If you’ve been keeping track of our blogs the past few weeks, you’ll know that visceral fat, or fat that wraps itself around the organs deep in the belly, is a cause for concern. This type of fat is linked with an increased risk of conditions ranging from diabetes to heart disease to cancer, and it can increase blood glucose and blood pressure.
As diabetes dietitian Amy Campbell noted in her “Blasted Belly Fat” blog series, there are a number of ways to reduce this type of fat, including exercise. And new research from Duke University Medical Center indicates that aerobic exercise is better than resistance exercise when it comes to getting rid of visceral fat.
Aerobic exercise consists of repeated and continuous use of the same large muscle groups and increases the body’s demand for oxygen, making the heart and lungs work harder. Examples include walking, bicycling, swimming, and jogging. Resistance exercise involves using the muscles to move a weight or resist a load, such as in weight lifting and exercises that use resistance bands.
The researchers looked at 196 overweight, sedentary adults from the ages of 18 to 70 over the course of eight months. The participants were randomly assigned to either an aerobic training group, a resistance training group, or a group combining the two types of exercise. Those in the aerobic training group performed exercises equivalent to jogging 12 miles weekly at 80% of their maximum heart rate; those in the resistance training group performed three sets of 8 to 12 repetitions of resistance exercises (such as weight lifting) three times each week.
Pure aerobic exercise was found to be the most effective at reducing levels of the dangerous visceral fat, at burning calories (67% more calories compared to resistance training), and at reducing liver fat. Aerobic exercise was also more effective at improving fasting insulin resistance and reducing fasting triglyceride levels and liver enzymes, all risk factors for heart disease and diabetes.
Cris Slentz, PhD, lead study author, observes that “Resistance training is great for improving strength and increasing lean body mass. But if you are overweight, which two thirds of the population is, and you want to lose belly fat, aerobic exercise is the better choice because it burns more calories.”
Although the exercise programs used in the study were fairly vigorous, the study authors believe that moderate training programs could achieve the same results as well. “If you choose to work at a lower aerobic intensity,” Slentz notes, “it will simply take longer to burn the same amount of unhealthy fat.”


Directions: From the first line to the last, copy the listing exactly and omit the images.
*** Information given Section Begins ***
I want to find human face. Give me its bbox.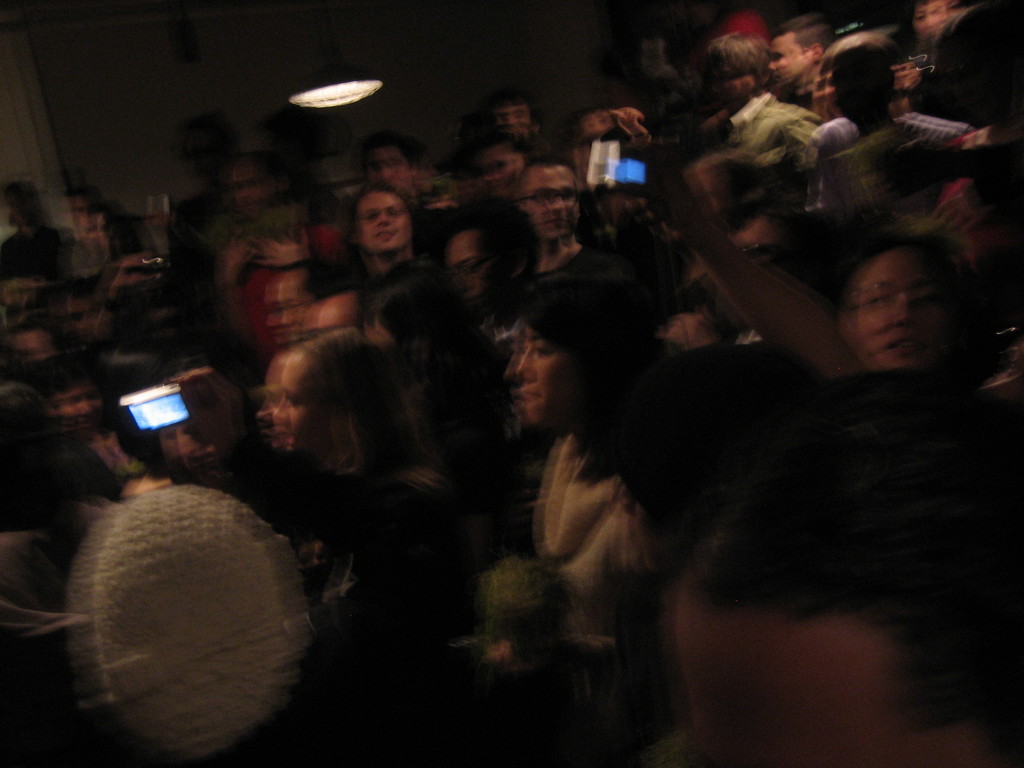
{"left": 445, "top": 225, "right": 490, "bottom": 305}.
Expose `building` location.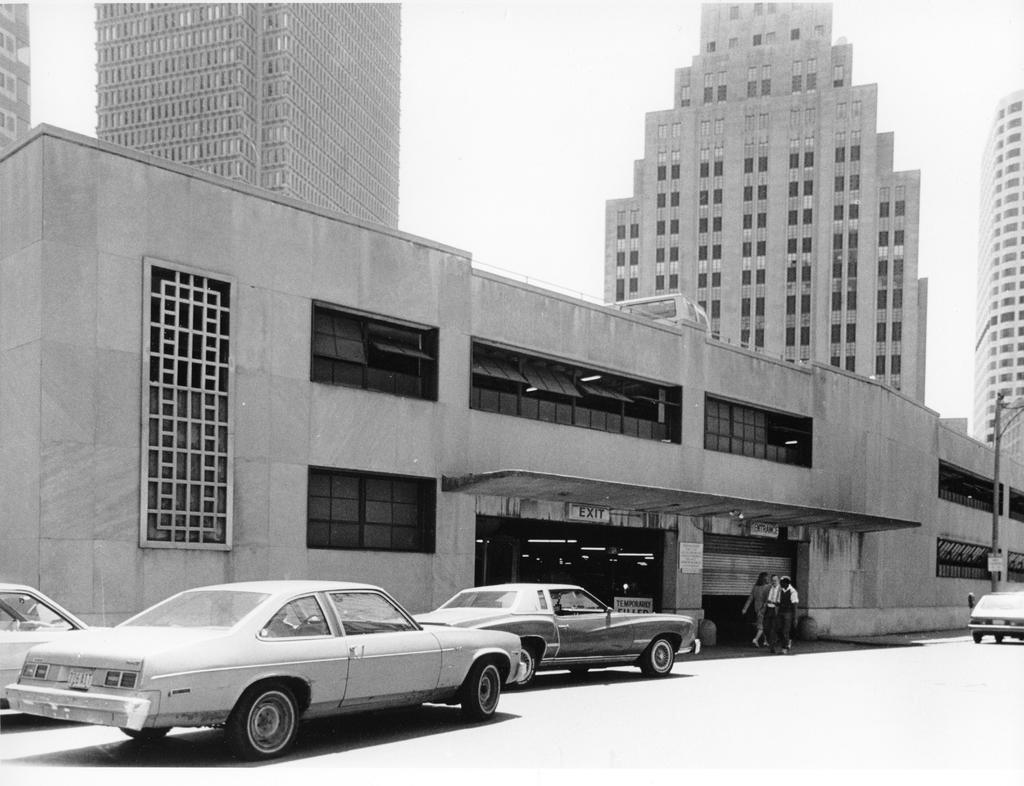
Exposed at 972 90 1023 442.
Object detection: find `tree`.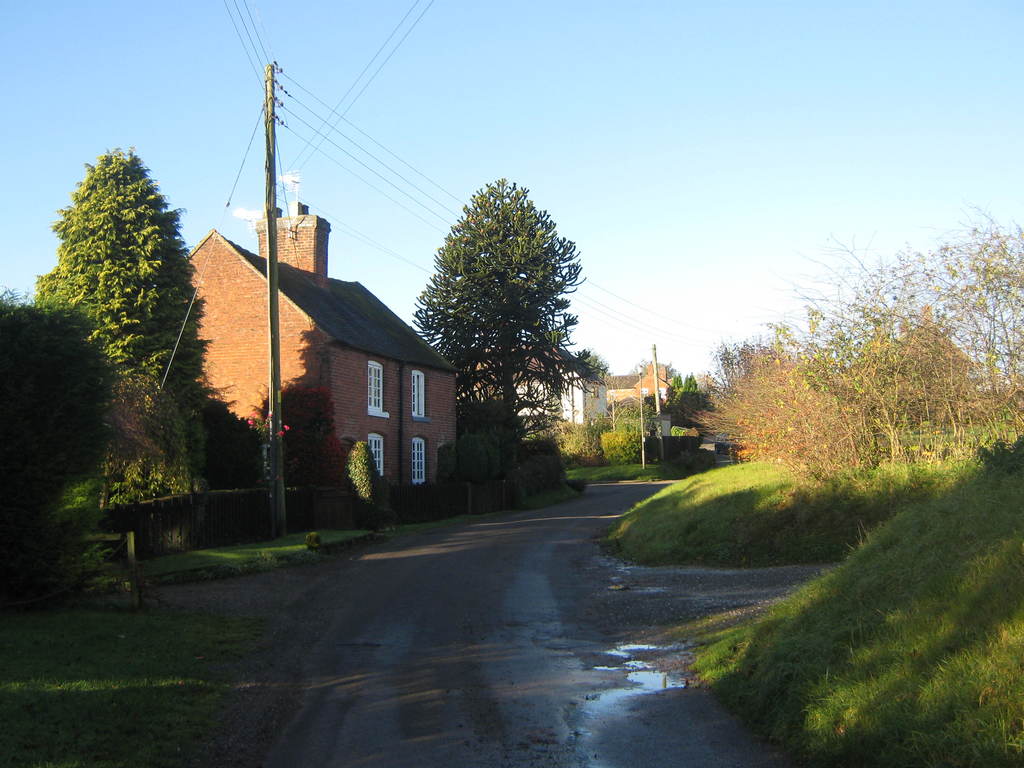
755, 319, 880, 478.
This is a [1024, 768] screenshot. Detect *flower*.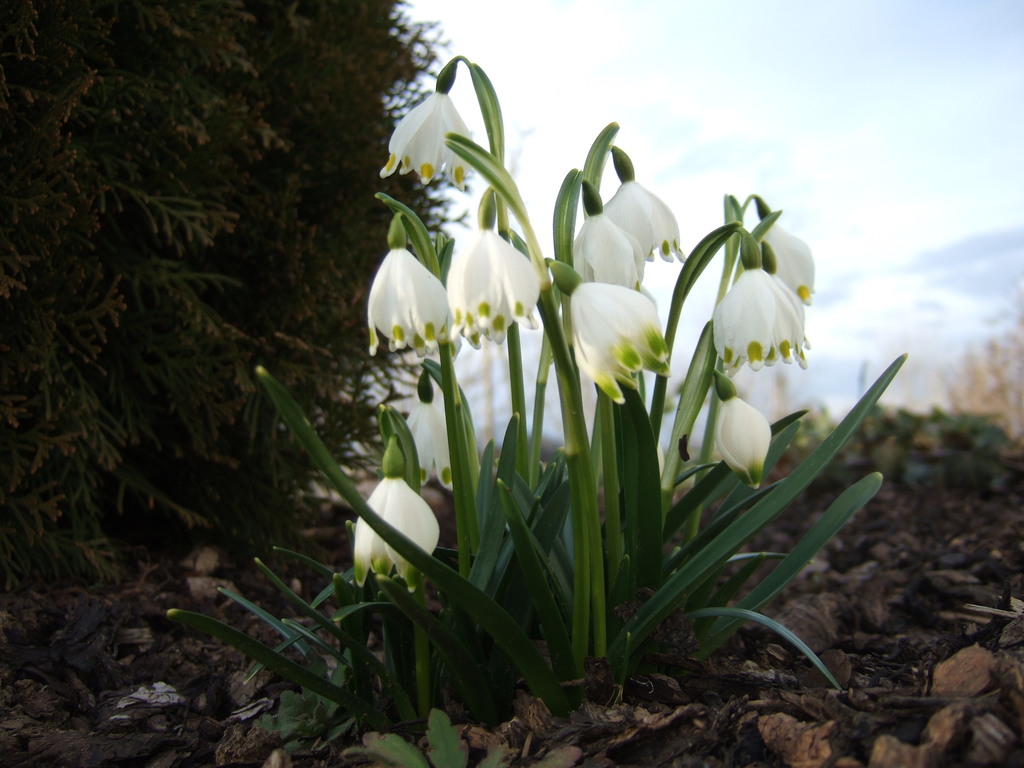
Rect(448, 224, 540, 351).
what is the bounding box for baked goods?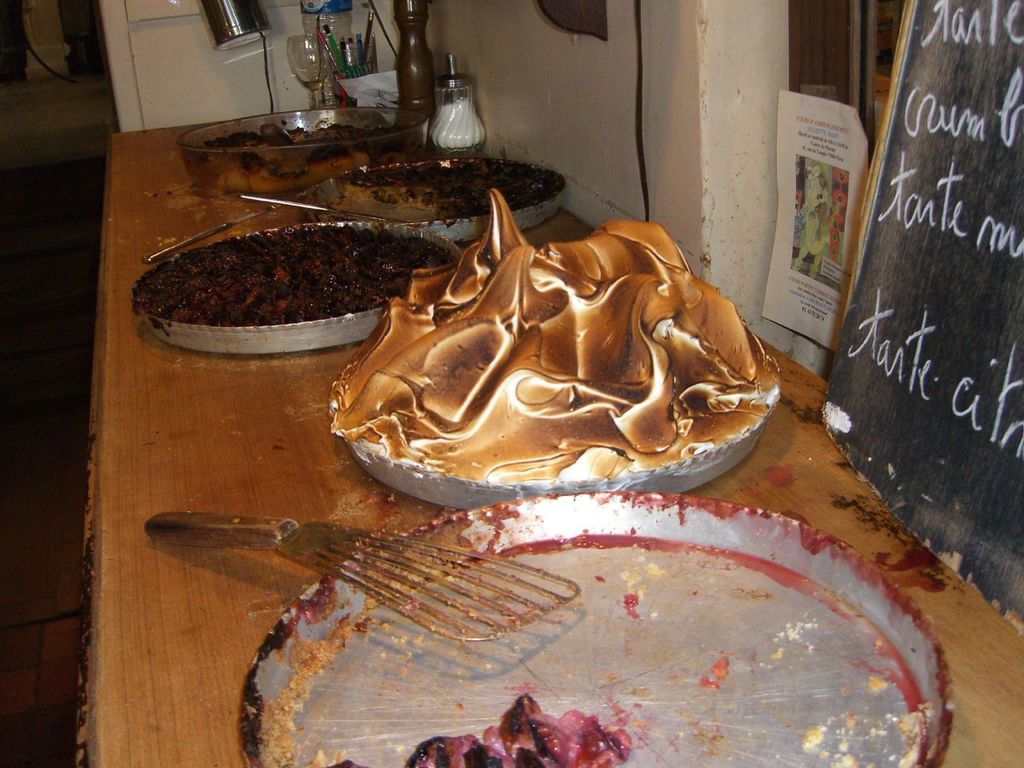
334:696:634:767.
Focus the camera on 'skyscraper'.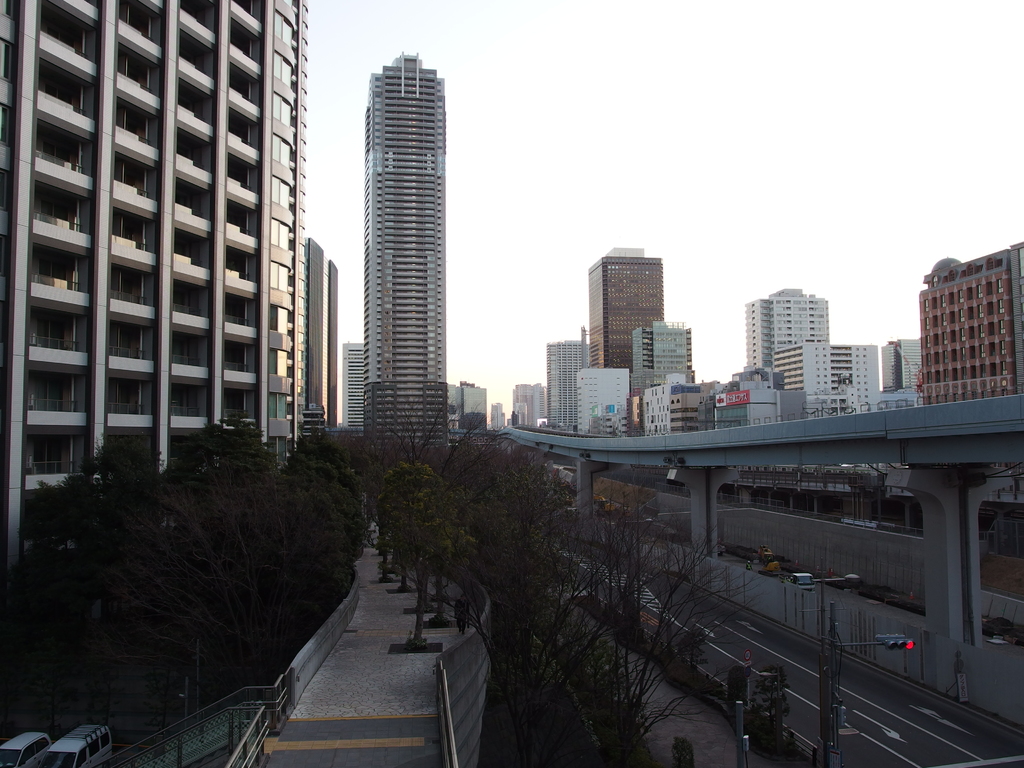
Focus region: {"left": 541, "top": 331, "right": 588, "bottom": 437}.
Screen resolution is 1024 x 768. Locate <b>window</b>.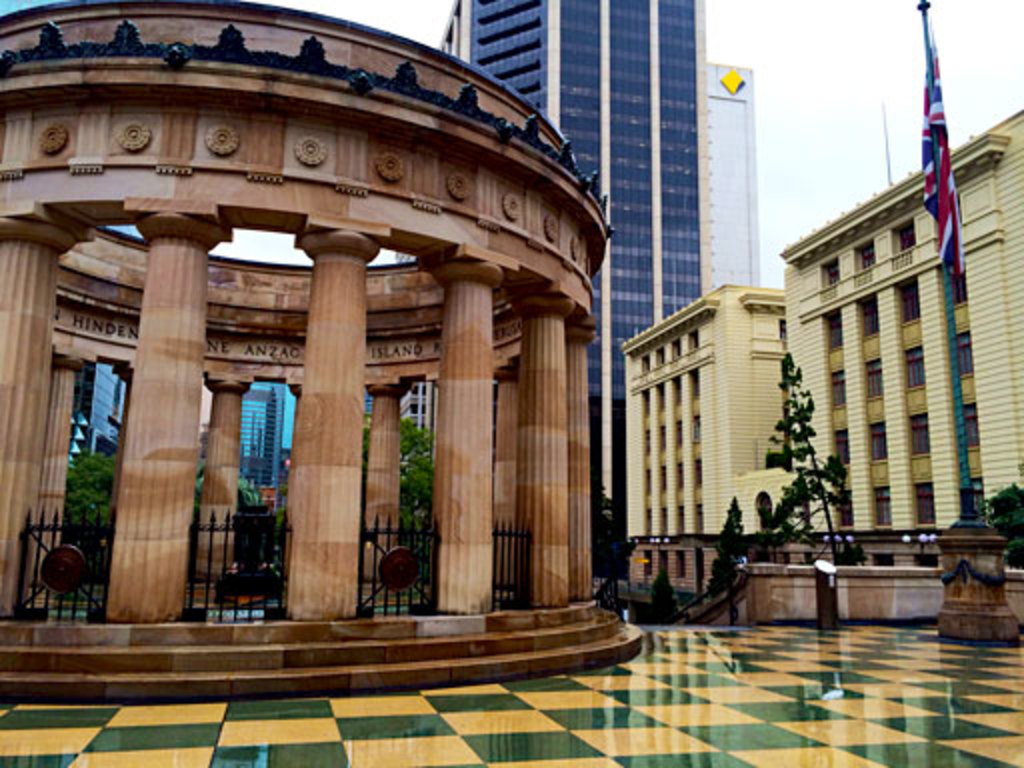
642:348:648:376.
*** Information given Section Ends ***
Output:
I want to find human face. Give me its bbox.
{"left": 445, "top": 225, "right": 490, "bottom": 305}.
Expose `building` location.
Exposed at 972 90 1023 442.
Object detection: find `tree`.
755, 319, 880, 478.
This is a [1024, 768] screenshot. Detect *flower*.
Rect(448, 224, 540, 351).
what is the bounding box for baked goods?
334:696:634:767.
Focus the camera on 'skyscraper'.
Focus region: {"left": 541, "top": 331, "right": 588, "bottom": 437}.
Screen resolution is 1024 x 768. Locate <b>window</b>.
642:348:648:376.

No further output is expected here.